The research studies a large number (79) of past currency collapses, mostly in developing countries.  There’s a complicated definition of what constitutes a collapse, but it’s basically meant a drop of 22% or more in the value of a country’s currency in a short period of time.

Collapses are associated with a permanent loss in real GDP of 6%–not a good thing.  –also something you’d expect to see.

What’s interesting about the study, though, is that it finds the output loss begins three years before the currency drop.  Therefore, although the currency decline is correlated with the output loss, the currency movement doesn’t cause it.

In fact, quite the opposite.  The currency collapse appears to mark the beginning of a period of accelerating economic growth that would likely not have occurred in the absence of the currency decline.  The better economic performance continues for several years, and ends up offsetting about two-thirds of the economic loss.
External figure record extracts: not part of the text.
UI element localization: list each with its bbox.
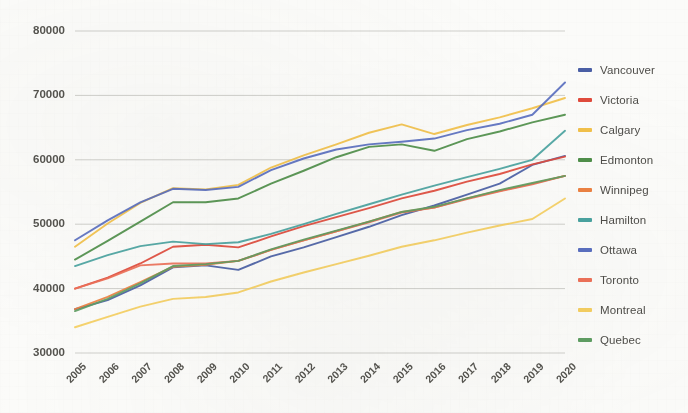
legend-item-calgary[interactable]: Calgary <box>578 115 688 145</box>
legend-item-label: Quebec <box>600 334 641 346</box>
legend-item-vancouver[interactable]: Vancouver <box>578 55 688 85</box>
chart-legend: VancouverVictoriaCalgaryEdmontonWinnipeg… <box>578 55 688 355</box>
legend-item-label: Victoria <box>600 94 639 106</box>
x-axis-tick-label: 2005 <box>63 360 88 385</box>
legend-swatch-icon <box>578 248 592 252</box>
x-axis-tick-label: 2008 <box>161 360 186 385</box>
legend-swatch-icon <box>578 278 592 282</box>
x-axis-tick-label: 2018 <box>488 360 513 385</box>
legend-item-ottawa[interactable]: Ottawa <box>578 235 688 265</box>
legend-item-edmonton[interactable]: Edmonton <box>578 145 688 175</box>
legend-item-label: Montreal <box>600 304 646 316</box>
y-axis-tick-label: 60000 <box>33 153 65 165</box>
x-axis-tick-label: 2013 <box>325 360 350 385</box>
legend-swatch-icon <box>578 158 592 162</box>
legend-swatch-icon <box>578 218 592 222</box>
y-axis-tick-label: 30000 <box>33 346 65 358</box>
series-line-vancouver <box>75 156 565 309</box>
legend-item-victoria[interactable]: Victoria <box>578 85 688 115</box>
x-axis-tick-label: 2019 <box>521 360 546 385</box>
legend-item-label: Hamilton <box>600 214 646 226</box>
legend-item-winnipeg[interactable]: Winnipeg <box>578 175 688 205</box>
x-axis-tick-label: 2017 <box>455 360 480 385</box>
x-axis-tick-label: 2007 <box>129 360 154 385</box>
legend-item-label: Winnipeg <box>600 184 649 196</box>
y-axis-tick-label: 40000 <box>33 282 65 294</box>
legend-item-label: Ottawa <box>600 244 637 256</box>
legend-item-hamilton[interactable]: Hamilton <box>578 205 688 235</box>
x-axis-tick-label: 2020 <box>553 360 578 385</box>
legend-swatch-icon <box>578 98 592 102</box>
x-axis-tick-label: 2012 <box>292 360 317 385</box>
y-axis-tick-label: 80000 <box>33 24 65 36</box>
x-axis-tick-label: 2010 <box>227 360 252 385</box>
legend-item-label: Calgary <box>600 124 640 136</box>
y-axis-tick-label: 50000 <box>33 217 65 229</box>
legend-item-quebec[interactable]: Quebec <box>578 325 688 355</box>
legend-item-label: Vancouver <box>600 64 655 76</box>
legend-swatch-icon <box>578 308 592 312</box>
y-axis-tick-labels: 300004000050000600007000080000 <box>33 24 65 358</box>
x-axis-tick-label: 2009 <box>194 360 219 385</box>
x-axis-tick-label: 2015 <box>390 360 415 385</box>
legend-item-montreal[interactable]: Montreal <box>578 295 688 325</box>
y-axis-tick-label: 70000 <box>33 88 65 100</box>
legend-swatch-icon <box>578 68 592 72</box>
x-axis-tick-label: 2014 <box>357 360 382 385</box>
legend-swatch-icon <box>578 128 592 132</box>
legend-swatch-icon <box>578 338 592 342</box>
legend-item-toronto[interactable]: Toronto <box>578 265 688 295</box>
data-series-group <box>75 83 565 328</box>
legend-item-label: Edmonton <box>600 154 653 166</box>
x-axis-tick-label: 2006 <box>96 360 121 385</box>
x-axis-tick-label: 2016 <box>423 360 448 385</box>
x-axis-tick-labels: 2005200620072008200920102011201220132014… <box>63 360 578 385</box>
legend-item-label: Toronto <box>600 274 639 286</box>
series-line-quebec <box>75 176 565 311</box>
legend-swatch-icon <box>578 188 592 192</box>
x-axis-tick-label: 2011 <box>260 360 285 385</box>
In other words, the currency decline, although frightening, is the first sign of economic healing, not the harbinger of further economic doom.  (Note, again, there’s no claim to have established causation.  The only assertion is that the better economic performance comes after the currency debacle.)

think:  the euro

The fall in the euro vs. the US dollar has been 21%+ over the past half year or so.  For my money, this counts as a currency collapse.

We know in theory that currency decline has three effects:

–it acts like a drop in interest rates as a stimulus to economic growth,

–it redistributes economic energy toward exporters and import-competing industries.  It channels growth away from importers and foreign manufacturers.  And,

–it increases the value to locals of foreign hard-currency assets.

Said a different way, a stock market investor should look for companies that have hard-currency revenues and weak-currency costs.

My experience with European stocks has been that recognition of the new currency facts of life lag the actual currency movements by a couple of months.

What does the BIS study add to these theoretical musings?  The fact that in 79 past instances, this is the way things have turned out.